Wicked Local
The Rev. Barbara Simmons is a church pastor; Vedna Heywood is a trauma nurse - both Black women say they are reluctant teachers as well.
Sisters of the South, Simmons and Heywood made their way north to Massachusetts in vastly different eras, but both have encountered racism that they say they cannot ignore or let go unnoticed and unmentioned.
It can be a burden at times, like when they’re running errands or just going about their jobs, but Simmons and Heywood don’t hesitate to teach people the error of biased ways.
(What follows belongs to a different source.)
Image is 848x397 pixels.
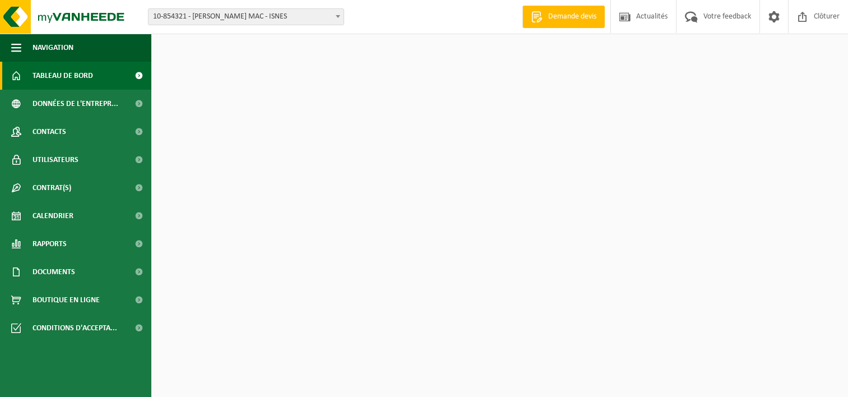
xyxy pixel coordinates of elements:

“No matter what occupation we’re in, we have to constantly teach in addition to the job we have to do. It’s just a constant, teaching all the time, and it kind of wears you down,” said Simmons, who has been pastor of Bethel African Methodist Episcopal Church in Plymouth for 17 years.
Old Colony Memorial Person of 2020: Vedna Heywood
Emily Clark
Special to the OCM
Vedna Heywood was on a school bus with some friends near her home in Florida when two young men spat on them after verbally abusing the bus driver. She said she remembered their faces, how they called her and her friends the “n-word” and other expletives. The teenagers sat frozen, willing the incident to pass.
Her mother complained to the school, but nothing was done.
Two years later, the same two men hurled racial slurs and kicked her friend Luyen Phan Nguyen to death at a party in Coral Springs, Florida, because he was Vietnamese. The men were among five convicted of the brutal murder, which drew a crowd of onlookers who did nothing.